Ah, the joys of following the Northern Ireland news. Every so often, you get served up the kind of insanity that only the combination of parochial religious zealotry and a genuine 17th-century mindset can provide.
This week, it seems that the DUP councillors in Newtownabbey, evidently nostalgic for the days of the Life of Brian controversy, elected to force a shutdown of the Reduced Shakespeare Company’s The Bible: The Complete Word of God (Abridged), just a week before performance time. Because, hey, there’s nothing more important going on in Northern Ireland than a slapstick play that might put a few religious noses out of joint.

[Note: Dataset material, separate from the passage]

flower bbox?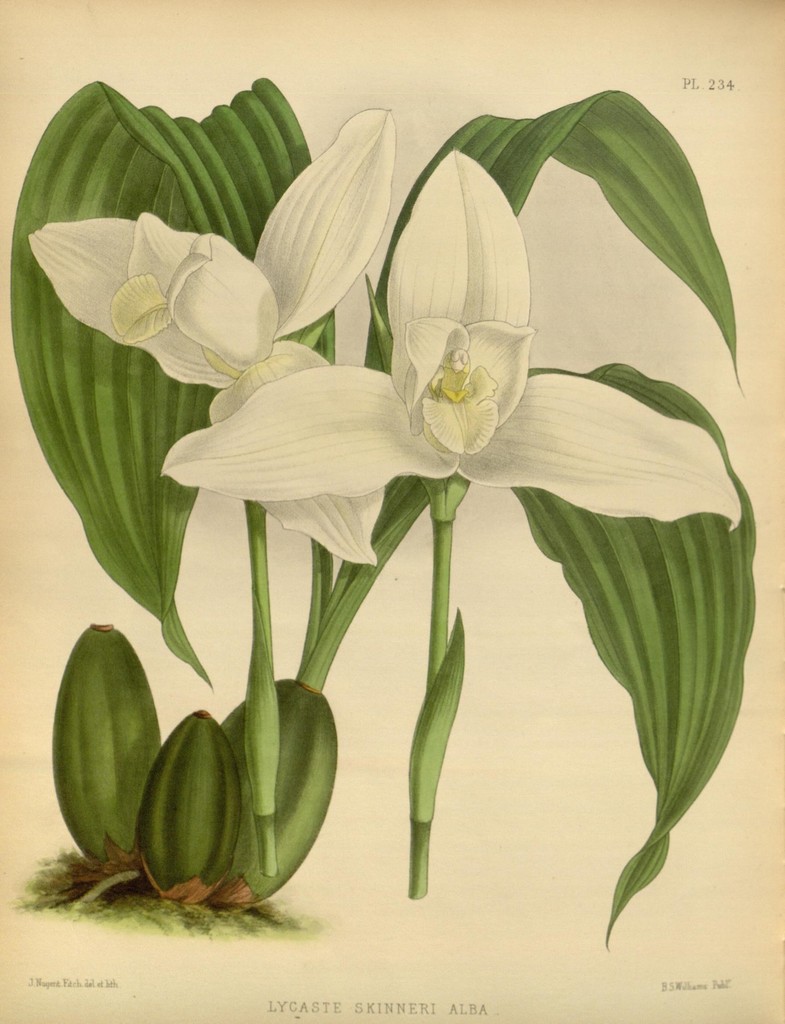
(x1=31, y1=109, x2=393, y2=568)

Let’s just clarify here: this is the Reduced Shakespeare Company that has been in existence for three decades and has been a fixture on the London theatre scene for much of that time. This is a show that has been around for nearly 20 years, winning awards, being performed around the world in numerous languages. And this is the DUP councillors standing up en masse and doing their best to bully the local arts board into shutting it down without a vote.
It would be funny if it weren’t so predictable. The combination of political power with the certainty of religious faith brings tends to results in the shutdown of dissenting points of view. Underdog sects and religions can favour freedom of conscience, but history shows that when the boot’s on the other foot, attitudes change. After all, when you’re in possession of the ultimate truth, isn’t it a public good if that’s the only truth that’s going to get promoted?

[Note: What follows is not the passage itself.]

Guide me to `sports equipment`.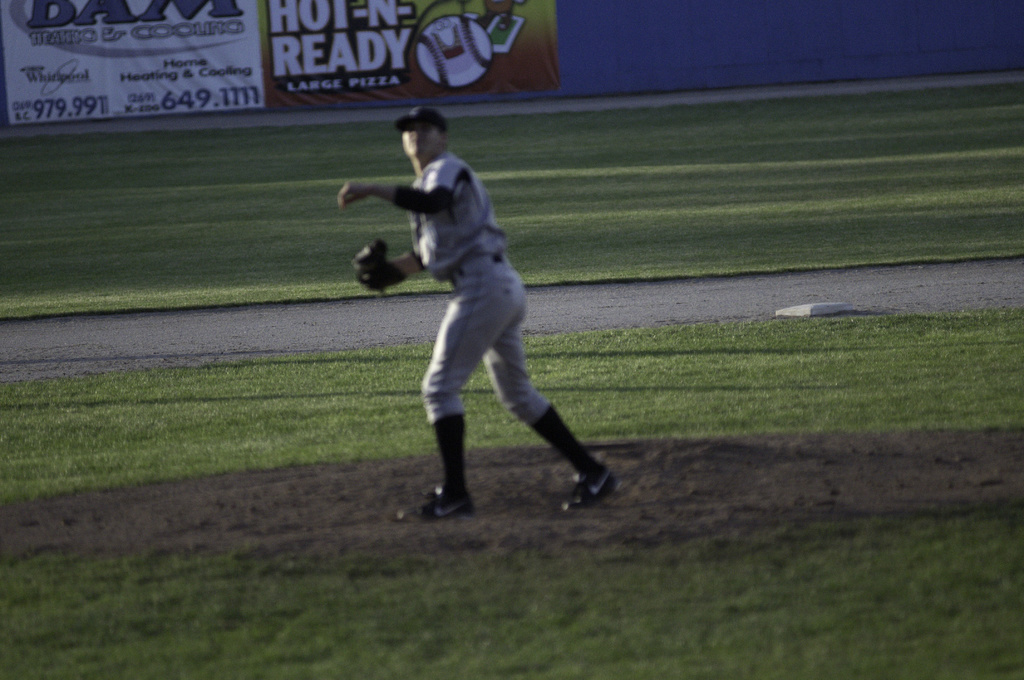
Guidance: box(349, 237, 404, 297).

The trend towards secular government is one that took a long time to hit Ireland, and arguably it still hasn’t hit the North. Everywhere else, there has been pushback, in the form of Texas creationists altering school textbooks, Islamist efforts to marginalise secular Turkish youth, or a UKIP councillor linking gay marriage to recent floods. In Northern Ireland, the linkage between religion and the sectarian divide and the fact that parties from either extreme hold the whip hand means that it’s not so much pushback as an effort to hold onto power (something the Unionists have been doing for decades).
There’s no indication that anyone involved in cancelling the play had actually seen it, or had any interest in seeing it. Whether their chief interest was in “defending Christian values”, grandstanding for a few more votes or simply throwing their weight around, they both overstepped the mark in terms of their electoral mandate and completely undershot in terms of doing something of benefit for the people of Newtownabbey.